Bill Donohue: The Gay Divorcee

Today, the New York Times profiles the Catholic League's Bill Donohue and he is loving life right about now.  Donohue has seen a lot of "anti-Catholic," behavior in recent weeks which means he’s spent a lot of time talking to the media about how “outraged” he is ... and that is exactly how he likes it:

It has been a busy week for Mr. Donohue, a contentious and unofficial enforcer of Roman Catholic sensibilities who can grate on enemies and friends alike with his immense ability to be offended on behalf of his church.

In the 16 years since he took the reins of the Catholic League — an organization that claims to have 50,000 paying members nationwide but has no formal connection to the church and no spokesman except Mr. Donohue — he can recall few moments that have so thoroughly tapped his well of combativeness.

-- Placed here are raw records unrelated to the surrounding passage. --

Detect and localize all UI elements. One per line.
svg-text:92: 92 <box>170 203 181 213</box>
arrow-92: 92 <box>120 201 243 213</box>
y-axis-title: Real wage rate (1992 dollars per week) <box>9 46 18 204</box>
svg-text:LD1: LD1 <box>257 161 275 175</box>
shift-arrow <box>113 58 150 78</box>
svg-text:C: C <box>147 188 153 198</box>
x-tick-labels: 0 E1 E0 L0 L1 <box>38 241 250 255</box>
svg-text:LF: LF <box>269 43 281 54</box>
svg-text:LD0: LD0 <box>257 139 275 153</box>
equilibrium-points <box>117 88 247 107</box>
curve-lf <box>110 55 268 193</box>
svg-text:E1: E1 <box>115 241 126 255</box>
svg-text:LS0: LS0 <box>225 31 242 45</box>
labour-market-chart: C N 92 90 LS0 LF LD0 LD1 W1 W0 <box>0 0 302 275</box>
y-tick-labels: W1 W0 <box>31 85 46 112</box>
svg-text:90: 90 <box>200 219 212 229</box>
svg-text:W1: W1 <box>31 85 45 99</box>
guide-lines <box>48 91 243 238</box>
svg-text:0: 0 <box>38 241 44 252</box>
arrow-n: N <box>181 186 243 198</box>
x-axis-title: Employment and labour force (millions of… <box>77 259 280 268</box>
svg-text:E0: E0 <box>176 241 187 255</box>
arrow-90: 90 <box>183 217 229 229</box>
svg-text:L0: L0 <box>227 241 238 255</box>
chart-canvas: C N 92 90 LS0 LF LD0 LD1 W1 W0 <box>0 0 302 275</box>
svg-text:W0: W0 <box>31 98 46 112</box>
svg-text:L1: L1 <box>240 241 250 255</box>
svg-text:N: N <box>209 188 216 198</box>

With the movie “Angels and Demons” opening on Friday, he has been issuing public broadsides and giving interviews on radio and television by the fistful, pounding at what he says are historical distortions about the church’s history in the book’s plot. “They even have a scene where rats eat a bunch of cardinals,” he said. “Can you imagine any other religion where this would not be viewed as rank religious bias?”

On Sunday, the University of Notre Dame is set to give an honorary degree to President Obama, a supporter of abortion rights, and Mr. Donohue has been vociferous in his criticism. “Not so much against Mr. Obama, but Father Jenkins for inviting him,” he said, referring to the university president, the Rev. John I. Jenkins. “Here is a Catholic priest, bestowing an honor on someone who supports selective infanticide.”

And Mr. Obama’s appointment of Harry Knox, a gay human-rights activist — “an anti-Catholic bigot who has called the pope a liar” — to the Office of Faith-Based and Neighborhood Partnerships had Mr. Donohue in overdrive.

“This is fantastic,” said Mr. Donohue, 61, with a gap-toothed smile that he rarely shows on television. “I can’t get enough of it.”

Donohue describes himself as "the Marine forward unit of the church," seeking out the enemy and destroying them ... and by “enemy” he means anyone who says anything critical of Catholics, the Catholic Church, or the Catholic Faith, as determined entirely by him. As Donohue sees it, "if an offense is committed against the communal institution of Catholicism, it is an offense against every individual Catholic.”

But there is nothing that riles him up more than apostasy, especially from Catholics who support reproductive choice: “I hate them," he admits.

Which makes this little nugget all the more interesting:

Before taking up the cause, Mr. Donohue, a divorced father of two grown children who lives in Mineola, on Long Island, was a sociology professor at La Roche College, a Catholic college in Pittsburgh.